DESCRIPTION OF THE TASK
Write out, please, each line from the one containing "This screenshot has" to the final line of the data, both included, exactly and without pictures.

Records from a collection
_ _ _

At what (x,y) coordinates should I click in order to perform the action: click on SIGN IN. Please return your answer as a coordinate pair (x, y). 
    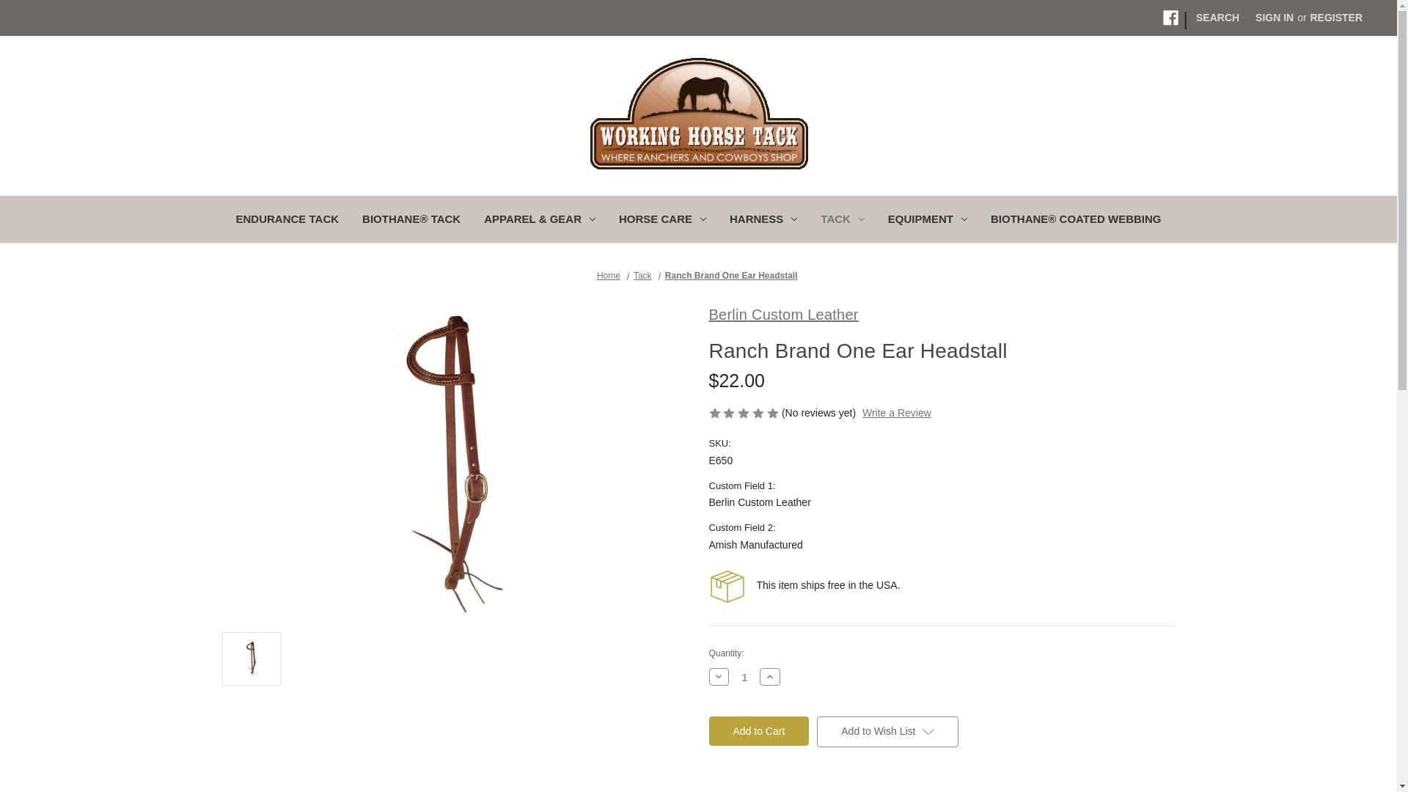
    Looking at the image, I should click on (1275, 18).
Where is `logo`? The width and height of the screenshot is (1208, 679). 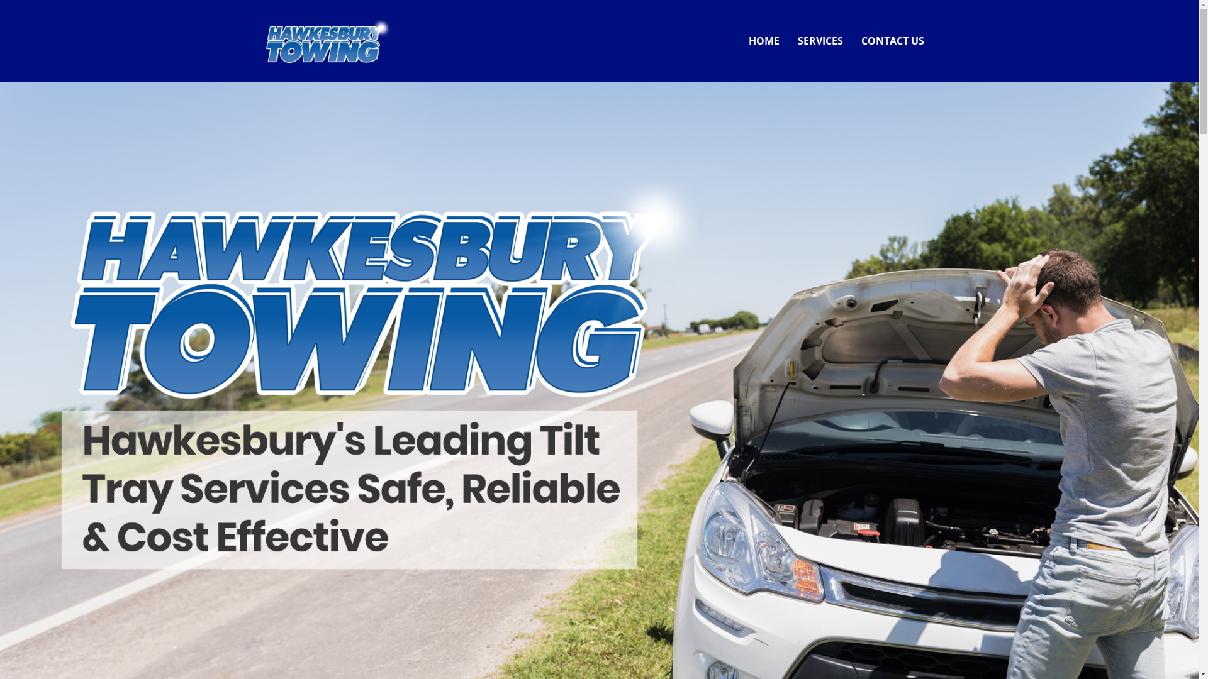 logo is located at coordinates (328, 42).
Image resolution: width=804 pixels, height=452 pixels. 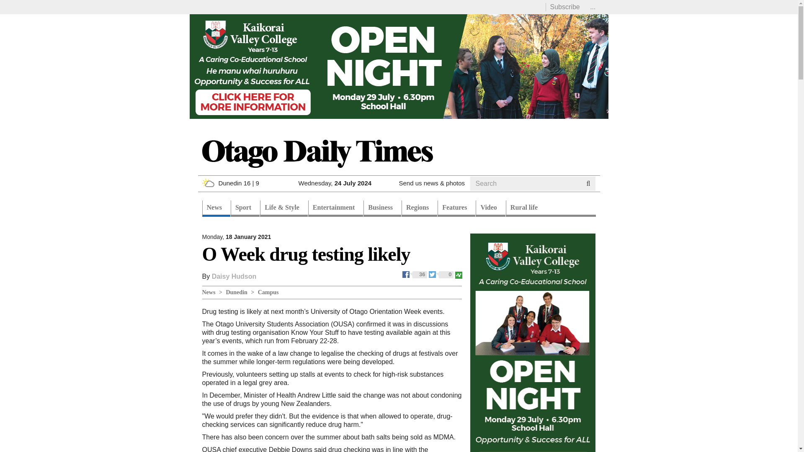 What do you see at coordinates (441, 274) in the screenshot?
I see `Twitter` at bounding box center [441, 274].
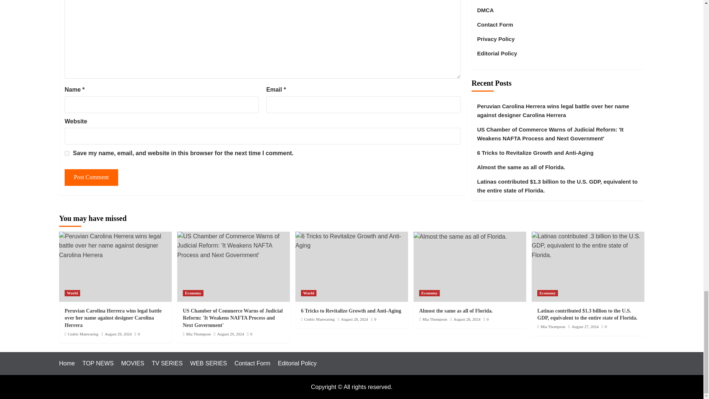  I want to click on yes, so click(67, 154).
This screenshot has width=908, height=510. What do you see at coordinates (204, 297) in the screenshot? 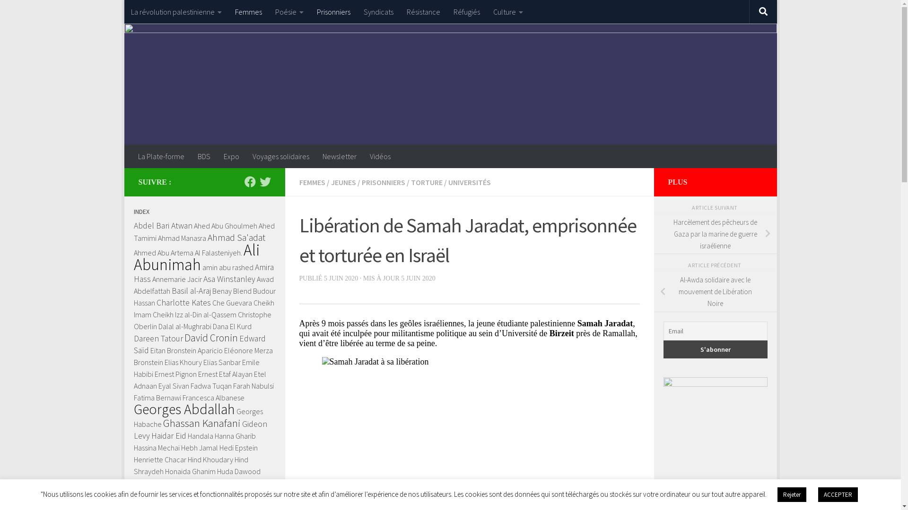
I see `Budour Hassan` at bounding box center [204, 297].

_ _ _

YOUR SOLUTION
This screenshot has width=908, height=510. What do you see at coordinates (204, 297) in the screenshot? 
I see `Budour Hassan` at bounding box center [204, 297].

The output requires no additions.